When set on the root element, the ‘writing-mode
’ property together with the
‘direction
’ property determines the principal writing mode of the document.
This writing mode is used, for example, to determine the default page
progression direction. (See [CSS3PAGE].) The ‘writing-mode
’
value of the root element is also propagated to the initial containing
block and sets the block flow direction of the initial block formatting
context.
Note that the ‘writing-mode
’ property of the HTML BODY
element is not propagated to the viewport. That special behavior
only applies to the background and overflow properties.
If an element has a different block flow direction than its containing block:
display
’ of ‘inline
’, its ‘display
’ computes to ‘inline-block
’. [CSS21]
display
’ of ‘run-in
’, its ‘display
’ computes to ‘block
’. [CSS21]
If such an element is a block container, then it establishes a new block formatting context.
The content of replaced elements do not rotate due to the writing mode: images, for example, remain upright. However replaced content involving text (such as MathML content or form elements) should match the replaced element's writing mode and line orientation if the UA supports such a vertical writing mode for the replaced content.
In the following example, two blocks elements (1 and 3) separated by an image (2) are presented in various flow writing modes.
Here is a diagram of horizontal writing mode (writing-mode:
horizontal-tb
):
Here is a diagram for the right-to-left vertical writing mode commonly
used in East Asia (writing-mode: vertical-rl
):
And finally, here is a diagram for the left-to-right vertical writing
mode used for Manchu and Mongolian (writing-mode:
vertical-lr
):
When different kinds of inline-level content are placed together on a
line, the baselines of the content and the settings of the ‘vertical-align
’ property control how they are
aligned in the transverse direction of the line box. This section
discusses what baselines are, how to find them, and how they are used
together with the ‘vertical-align
’
property to determine the alignment of inline-level content.
This section is non-normative.
A baseline is a line along the inline axis of a line box along which individual glyphs of text are aligned. Baselines guide the design of glyphs in a font (for example, the bottom of most alphabetic glyphs typically align with the alphabetic baseline), and they guide the alignment of glyphs from different fonts or font sizes when typesetting.
Different writing systems prefer different baseline tables.

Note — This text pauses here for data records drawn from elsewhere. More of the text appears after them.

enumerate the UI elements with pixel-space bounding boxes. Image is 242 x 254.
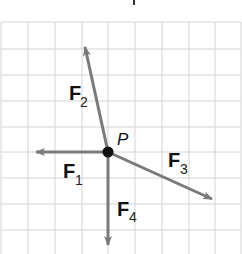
vector-label-f3: F (168, 149, 180, 171)
force-diagram: P F1F2F3F4 (0, 0, 242, 254)
vector-subscript-f2: 2 (80, 94, 88, 110)
vector-arrow-f2 (85, 47, 108, 152)
point-p-label: P (117, 130, 129, 149)
point-p-dot (103, 147, 114, 158)
vector-label-f1: F (63, 160, 75, 182)
vector-label-f4: F (117, 198, 129, 220)
vector-subscript-f3: 3 (180, 161, 188, 177)
vector-subscript-f4: 4 (129, 209, 137, 225)
vector-arrow-f3 (108, 152, 212, 199)
vector-subscript-f1: 1 (75, 172, 83, 188)
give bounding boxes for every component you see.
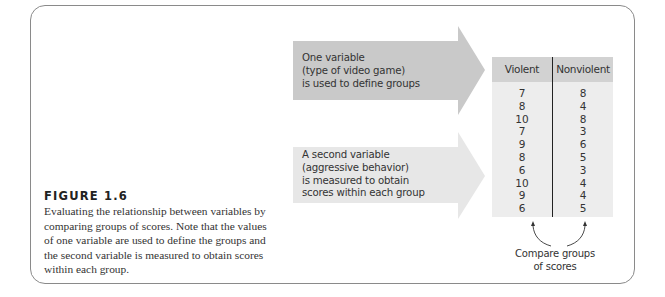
table-cell: 10 [492, 113, 552, 126]
table-cell: 6 [492, 202, 552, 215]
table-cell: 4 [553, 100, 613, 113]
scores-table: Violent Nonviolent 7 8 10 7 9 8 6 10 9 6… [492, 57, 613, 217]
arrow-2-line: (aggressive behavior) [302, 162, 425, 175]
caption-line: the second variable is measured to obtai… [44, 248, 284, 263]
compare-groups-label: Compare groups of scores [505, 248, 605, 273]
column-header-violent: Violent [492, 63, 552, 75]
caption-line: of one variable are used to define the g… [44, 233, 284, 248]
arrow-1-line: (type of video game) [302, 65, 420, 78]
table-cell: 7 [492, 87, 552, 100]
table-cell: 8 [492, 100, 552, 113]
arrow-1-line: One variable [302, 52, 420, 65]
table-cell: 4 [553, 177, 613, 190]
table-cell: 8 [553, 87, 613, 100]
arrow-1-line: is used to define groups [302, 78, 420, 91]
compare-arrow-right [567, 226, 585, 246]
caption-line: comparing groups of scores. Note that th… [44, 219, 284, 234]
table-cell: 5 [553, 151, 613, 164]
arrow-1-text: One variable (type of video game) is use… [302, 52, 420, 90]
table-cell: 10 [492, 177, 552, 190]
arrow-2-line: A second variable [302, 149, 425, 162]
compare-line: Compare groups [505, 248, 605, 261]
table-cell: 8 [492, 151, 552, 164]
table-cell: 9 [492, 138, 552, 151]
table-cell: 3 [553, 125, 613, 138]
arrow-2-line: is measured to obtain [302, 175, 425, 188]
table-cell: 7 [492, 125, 552, 138]
table-cell: 3 [553, 164, 613, 177]
arrow-2-line: scores within each group [302, 187, 425, 200]
violent-scores-column: 7 8 10 7 9 8 6 10 9 6 [492, 87, 552, 215]
table-cell: 6 [492, 164, 552, 177]
column-header-nonviolent: Nonviolent [553, 63, 613, 75]
nonviolent-scores-column: 8 4 8 3 6 5 3 4 4 5 [553, 87, 613, 215]
compare-line: of scores [505, 261, 605, 274]
figure-label: FIGURE 1.6 [44, 189, 128, 203]
arrow-2-text: A second variable (aggressive behavior) … [302, 149, 425, 200]
table-cell: 8 [553, 113, 613, 126]
table-cell: 4 [553, 189, 613, 202]
arrowhead-right-icon [583, 221, 587, 226]
table-cell: 5 [553, 202, 613, 215]
table-cell: 6 [553, 138, 613, 151]
arrowhead-left-icon [531, 221, 535, 226]
figure-caption: Evaluating the relationship between vari… [44, 204, 284, 277]
table-cell: 9 [492, 189, 552, 202]
caption-line: within each group. [44, 262, 284, 277]
compare-arrow-left [533, 226, 551, 246]
caption-line: Evaluating the relationship between vari… [44, 204, 284, 219]
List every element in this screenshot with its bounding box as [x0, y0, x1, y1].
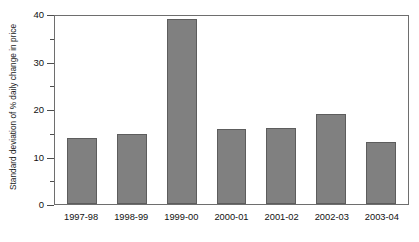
bar-1997-98 [67, 138, 97, 205]
x-tick-label: 2000-01 [206, 210, 256, 228]
bar-slot [356, 16, 406, 204]
bar-1999-00 [167, 19, 197, 204]
x-tick-label: 1999-00 [156, 210, 206, 228]
y-tick-major [47, 205, 54, 206]
plot-area [54, 15, 409, 205]
x-tick-label: 1997-98 [56, 210, 106, 228]
bar-slot [207, 16, 257, 204]
x-tick-label: 2003-04 [357, 210, 407, 228]
bar-1998-99 [117, 134, 147, 204]
bar-2003-04 [366, 142, 396, 204]
y-tick-label: 20 [33, 105, 44, 115]
y-tick-major [47, 158, 54, 159]
bar-slot [107, 16, 157, 204]
y-tick-label: 30 [33, 58, 44, 68]
bar-2000-01 [217, 129, 247, 204]
bar-2002-03 [316, 114, 346, 204]
y-axis: 010203040 [0, 0, 54, 242]
y-tick-major [47, 63, 54, 64]
bar-chart-figure: Standard deviation of % daily change in … [0, 0, 419, 242]
y-tick-label: 10 [33, 153, 44, 163]
y-tick-label: 40 [33, 10, 44, 20]
x-tick-label: 1998-99 [106, 210, 156, 228]
x-axis-tick-labels: 1997-981998-991999-002000-012001-022002-… [54, 210, 409, 228]
bar-slot [306, 16, 356, 204]
bar-slot [57, 16, 107, 204]
x-tick-label: 2002-03 [307, 210, 357, 228]
bar-series [55, 16, 408, 204]
x-tick-label: 2001-02 [257, 210, 307, 228]
y-tick-major [47, 110, 54, 111]
bar-slot [157, 16, 207, 204]
y-tick-major [47, 15, 54, 16]
bar-slot [256, 16, 306, 204]
bar-2001-02 [266, 128, 296, 204]
y-tick-label: 0 [39, 200, 44, 210]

Preferred baselines in various writing systems
A well-constructed font contains a baseline table, which indicates the position of one or more baselines within the font's design coordinate space. (The design coordinate space is scaled with the font size.)
In a well-designed mixed-script font, the glyphs are positioned in the coordinate space to harmonize with one another when typeset together. The baseline table is then constructed to match the shape of the glyphs, each baseline positioned to match the glyphs from its preferred scripts.
The baseline table is a property of the font, and the positions of the various baselines apply to all glyphs in the font.
Different baseline tables can be provided for alignment in horizontal and vertical text.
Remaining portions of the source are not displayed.